Sensorless FOC without estimator algorithm was first tested with a specific velocity profile, which consists of speed steps applied at 180, 540, 860, 1260 and 1440 R.P.M. at 1 N·m torque, generated with the DC motor. This created disturbances that directly affected IM speed. Those effects decreased or increased when load was applied or removed.
Figure 7a shows the error between the estimated velocity and the real one at low revolutions, however, as speed increases, estimated velocity gets closer to the real value.
Figure 7b shows the estimated speed and the desire one with load applied, which consists of speed steps applied at 180 and 540 R.P.M. at 1 N·m torque, using the ANN block, introduced to the standard FOC. The real velocity was measured with a QD200 encoder connected directly to the IM shaft.
Thus,
Rr tends to vary within a range close to the manufacturer value, approximately 6.11 Ohms. These changes precisely occur at speed variations. These mismatches affect the controller performance because, as it was described in
Section 3,
Rr is part of the IM mathematical model that controller uses.
Figure 8a shows the speed steps applied to the IM and
Figure 8b presents the
Rr is estimated with the other ADALINE structure. These changeable values are the ones that are fed back to the controller scheme in order to keep it tuned.
Figure 6.
Complete system scheme used to test and validate the algorithm and testbench to simulate different load resistances.
Figure 6.
Complete system scheme used to test and validate the algorithm and testbench to simulate different load resistances.
Figure 7.
(a) FOC without ANN estimator response and (b) FOC with the ANN-block.
Figure 7.
(a) FOC without ANN estimator response and (b) FOC with the ANN-block.
Figure 8.
(a) Speed changing profile from 180 to 900 R.P.M with 1 N·m. load and (b) Comparison between manufacturer motor resistance and estimated one.
Figure 8.
(a) Speed changing profile from 180 to 900 R.P.M with 1 N·m. load and (b) Comparison between manufacturer motor resistance and estimated one.
Figure 9.
(a) Estimated Rr vs. Desired Rr; (b) Estimated ωr vs. Desired ωr; (c) Zoom to the velocity.
Figure 9.
(a) Estimated Rr vs. Desired Rr; (b) Estimated ωr vs. Desired ωr; (c) Zoom to the velocity.
As it can be observed in
Figure 9, ω
r and
Rr value vary at speed changes because the currents and the magnetic fluxes are changed depending on IM electric demand, affecting the controller function. Never the less, the proposed algorithm updates these parameters and introduces them to the FOC scheme and improves driver performance. But, at constant speeds, resistance and speed values keep almost at the same value.
Figure 9a shows the
Rr and
Figure 9b presents speed estimation respectively, finally,
Figure 9c presents a zoom applied to the speed estimation.
4. Conclusions
The main contribution of this work is proposing a new kind of estimator for control schemes for neural network and control theory. Along, in this article, the IM speed and rotor resistance estimation was validated and the IM driver performance was improved, due to the inclusion of the CMAC-ADALINE block into the standard FOC scheme. A new hybrid neural network estimator was designed based on two types of neural network structures and resulted as expected.

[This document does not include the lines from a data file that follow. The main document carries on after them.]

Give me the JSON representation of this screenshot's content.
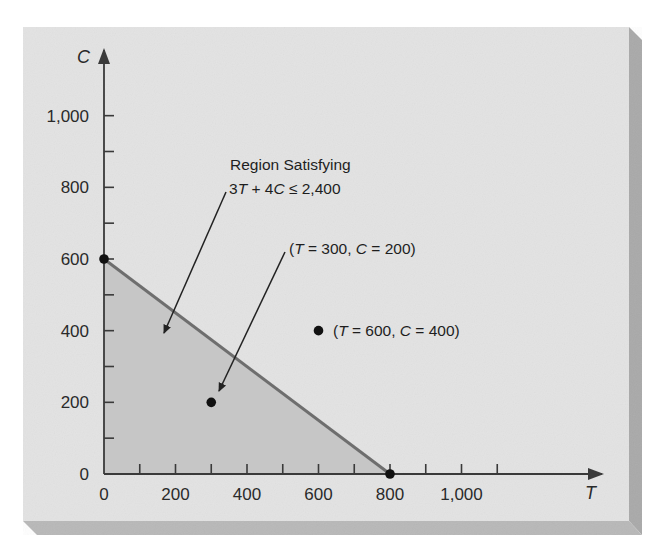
{
  "chart_data": {
    "type": "area",
    "title": "",
    "xlabel": "T",
    "ylabel": "C",
    "xlim": [
      0,
      1300
    ],
    "ylim": [
      0,
      1190
    ],
    "x_ticks": [
      0,
      200,
      400,
      600,
      800,
      1000
    ],
    "x_tick_labels": [
      "0",
      "200",
      "400",
      "600",
      "800",
      "1,000"
    ],
    "x_minor_ticks": [
      100,
      300,
      500,
      700,
      900,
      1100
    ],
    "y_ticks": [
      0,
      200,
      400,
      600,
      800,
      1000
    ],
    "y_tick_labels": [
      "0",
      "200",
      "400",
      "600",
      "800",
      "1,000"
    ],
    "y_minor_ticks": [
      100,
      300,
      500,
      700,
      900
    ],
    "grid": false,
    "constraint": {
      "expression": "3T + 4C ≤ 2,400",
      "boundary_line": [
        [
          0,
          600
        ],
        [
          800,
          0
        ]
      ],
      "feasible_region": [
        [
          0,
          0
        ],
        [
          0,
          600
        ],
        [
          800,
          0
        ]
      ]
    },
    "points": [
      {
        "T": 0,
        "C": 600,
        "label": ""
      },
      {
        "T": 800,
        "C": 0,
        "label": ""
      },
      {
        "T": 300,
        "C": 200,
        "label": "(T = 300, C = 200)"
      },
      {
        "T": 600,
        "C": 400,
        "label": "(T = 600, C = 400)"
      }
    ],
    "annotations": [
      {
        "text_line1": "Region Satisfying",
        "text_line2": "3T + 4C ≤ 2,400",
        "points_to": [
          165,
          330
        ]
      },
      {
        "text": "(T = 300, C = 200)",
        "points_to": [
          300,
          200
        ]
      },
      {
        "text": "(T = 600, C = 400)",
        "attached_to": [
          600,
          400
        ]
      }
    ]
  },
  "labels": {
    "x_axis": "T",
    "y_axis": "C",
    "region_line1": "Region Satisfying",
    "region_line2_a": "3",
    "region_line2_T": "T",
    "region_line2_b": " + 4",
    "region_line2_C": "C",
    "region_line2_c": " ≤ 2,400",
    "p1_open": "(",
    "p1_T": "T",
    "p1_mid": " = 300, ",
    "p1_C": "C",
    "p1_close": " = 200)",
    "p2_open": "(",
    "p2_T": "T",
    "p2_mid": " = 600, ",
    "p2_C": "C",
    "p2_close": " = 400)"
  },
  "colors": {
    "panel": "#e3e3e3",
    "panel_bevel": "#b4b4b4",
    "region_fill": "#c6c6c6",
    "boundary_line": "#6e6e6e",
    "axis": "#3a3a3a",
    "point": "#111111"
  }
}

This estimator adjusts its set of weights in order to update these two values (speed and rotor resistance), which improves FOC algorithm behavior. The implementation of this algorism was easy to program, on a real-time application over a three-phase IM, and good speed and resistance tracking with a minimum error was achieved. As it can be observed, that results are very satisfactory considering the IM was connected to a dynamic load system, which was modified during the test.

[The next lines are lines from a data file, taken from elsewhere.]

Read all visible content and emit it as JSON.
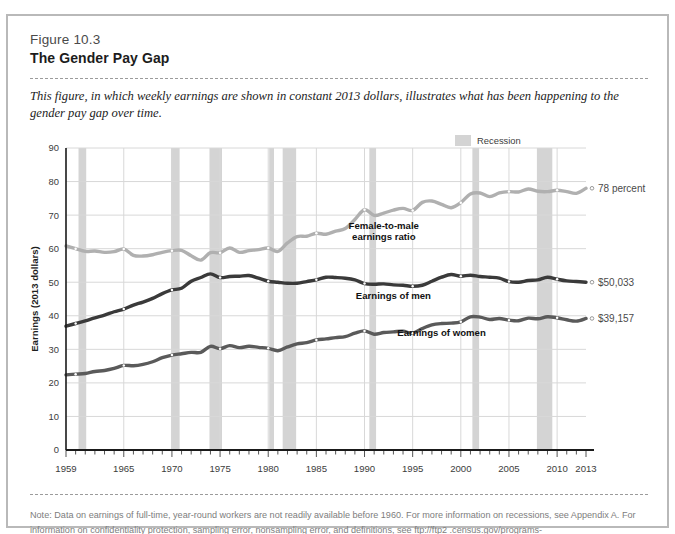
{
  "figure": {
    "number": "Figure 10.3",
    "title": "The Gender Pay Gap",
    "caption": "This figure, in which weekly earnings are shown in constant 2013 dollars, illustrates what has been happening to the gender pay gap over time.",
    "note": "Note: Data on earnings of full-time, year-round workers are not readily available before 1960. For more information on recessions, see Appendix A. For information on confidentiality protection, sampling error, nonsampling error, and definitions, see ftp://ftp2 .census.gov/programs-surveys/cps/techdocs/cpsmar14.pdf."
  },
  "legend": {
    "recession_label": "Recession",
    "recession_color": "#d4d4d4"
  },
  "colors": {
    "ratio_line": "#b0b0b0",
    "men_line": "#3a3a3a",
    "women_line": "#5a5a5a",
    "grid": "#d8d8d8",
    "axis": "#1a1a1a",
    "card_border": "#b9b9b9"
  },
  "chart_data": {
    "type": "line",
    "title": "The Gender Pay Gap",
    "xlabel": "",
    "ylabel": "Earnings (2013 dollars)",
    "xlim": [
      1959,
      2013
    ],
    "ylim": [
      0,
      90
    ],
    "ytick_step": 10,
    "grid": true,
    "legend_position": "top-right",
    "x_ticks_labeled": [
      1959,
      1965,
      1970,
      1975,
      1980,
      1985,
      1990,
      1995,
      2000,
      2005,
      2010,
      2013
    ],
    "y_ticks": [
      0,
      10,
      20,
      30,
      40,
      50,
      60,
      70,
      80,
      90
    ],
    "note_units": "Earnings series in thousands of 2013 dollars; ratio series in percent",
    "annotations": [
      {
        "name": "ratio-series-label",
        "text": "Female-to-male\nearnings ratio",
        "x": 1992,
        "y": 66
      },
      {
        "name": "men-series-label",
        "text": "Earnings of men",
        "x": 1993,
        "y": 45
      },
      {
        "name": "women-series-label",
        "text": "Earnings of women",
        "x": 1998,
        "y": 34
      }
    ],
    "end_labels": [
      {
        "name": "ratio-end-label",
        "text": "78 percent",
        "value": 78
      },
      {
        "name": "men-end-label",
        "text": "$50,033",
        "value": 50.033
      },
      {
        "name": "women-end-label",
        "text": "$39,157",
        "value": 39.157
      }
    ],
    "recessions": [
      {
        "start": 1960.3,
        "end": 1961.1
      },
      {
        "start": 1969.9,
        "end": 1970.8
      },
      {
        "start": 1973.9,
        "end": 1975.2
      },
      {
        "start": 1980.1,
        "end": 1980.6
      },
      {
        "start": 1981.5,
        "end": 1982.9
      },
      {
        "start": 1990.5,
        "end": 1991.2
      },
      {
        "start": 2001.2,
        "end": 2001.9
      },
      {
        "start": 2007.9,
        "end": 2009.5
      }
    ],
    "x": [
      1959,
      1960,
      1961,
      1962,
      1963,
      1964,
      1965,
      1966,
      1967,
      1968,
      1969,
      1970,
      1971,
      1972,
      1973,
      1974,
      1975,
      1976,
      1977,
      1978,
      1979,
      1980,
      1981,
      1982,
      1983,
      1984,
      1985,
      1986,
      1987,
      1988,
      1989,
      1990,
      1991,
      1992,
      1993,
      1994,
      1995,
      1996,
      1997,
      1998,
      1999,
      2000,
      2001,
      2002,
      2003,
      2004,
      2005,
      2006,
      2007,
      2008,
      2009,
      2010,
      2011,
      2012,
      2013
    ],
    "series": [
      {
        "name": "Female-to-male earnings ratio",
        "units": "percent",
        "color": "#b0b0b0",
        "values": [
          60.8,
          60.0,
          59.2,
          59.3,
          58.9,
          59.1,
          59.9,
          58.0,
          57.8,
          58.2,
          58.9,
          59.4,
          59.5,
          57.9,
          56.6,
          58.8,
          58.8,
          60.2,
          58.9,
          59.4,
          59.7,
          60.2,
          59.2,
          61.7,
          63.6,
          63.7,
          64.6,
          64.3,
          65.2,
          66.0,
          68.7,
          71.6,
          69.9,
          70.6,
          71.5,
          72.0,
          71.4,
          73.8,
          74.2,
          73.2,
          72.2,
          73.7,
          76.3,
          76.6,
          75.5,
          76.6,
          77.0,
          76.9,
          77.8,
          77.1,
          77.0,
          77.4,
          77.0,
          76.5,
          78.0
        ]
      },
      {
        "name": "Earnings of men",
        "units": "thousands of 2013 dollars",
        "color": "#3a3a3a",
        "values": [
          36.9,
          37.7,
          38.5,
          39.4,
          40.2,
          41.2,
          42.0,
          43.2,
          44.1,
          45.2,
          46.6,
          47.7,
          48.2,
          50.3,
          51.4,
          52.5,
          51.4,
          51.7,
          51.8,
          52.0,
          51.2,
          50.3,
          50.0,
          49.7,
          49.7,
          50.2,
          50.7,
          51.5,
          51.4,
          51.2,
          50.7,
          49.6,
          49.4,
          49.5,
          49.2,
          49.1,
          48.8,
          49.1,
          50.3,
          51.5,
          52.3,
          51.8,
          52.1,
          51.7,
          51.5,
          51.2,
          50.2,
          50.0,
          50.5,
          50.7,
          51.5,
          50.9,
          50.4,
          50.2,
          50.0
        ]
      },
      {
        "name": "Earnings of women",
        "units": "thousands of 2013 dollars",
        "color": "#5a5a5a",
        "values": [
          22.4,
          22.6,
          22.8,
          23.4,
          23.7,
          24.3,
          25.2,
          25.1,
          25.5,
          26.3,
          27.5,
          28.3,
          28.7,
          29.1,
          29.1,
          30.9,
          30.2,
          31.1,
          30.5,
          30.9,
          30.6,
          30.3,
          29.6,
          30.7,
          31.6,
          32.0,
          32.8,
          33.1,
          33.5,
          33.8,
          34.8,
          35.5,
          34.5,
          35.0,
          35.2,
          35.4,
          34.8,
          36.2,
          37.3,
          37.7,
          37.8,
          38.2,
          39.7,
          39.6,
          38.9,
          39.2,
          38.7,
          38.5,
          39.3,
          39.1,
          39.7,
          39.4,
          38.8,
          38.4,
          39.2
        ]
      }
    ]
  }
}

The employed kit was only for test and validation of the FOC scheme added with the ANN estimator and it is not for industrial usage yet, a higher power capacity platform must be built to meet the requirements based on the power demand of the application. Future projects stablish the need to develop a more power capacity station and improve of this control scheme to meet industry standards, to command heavier loads and to have the correct accuracy.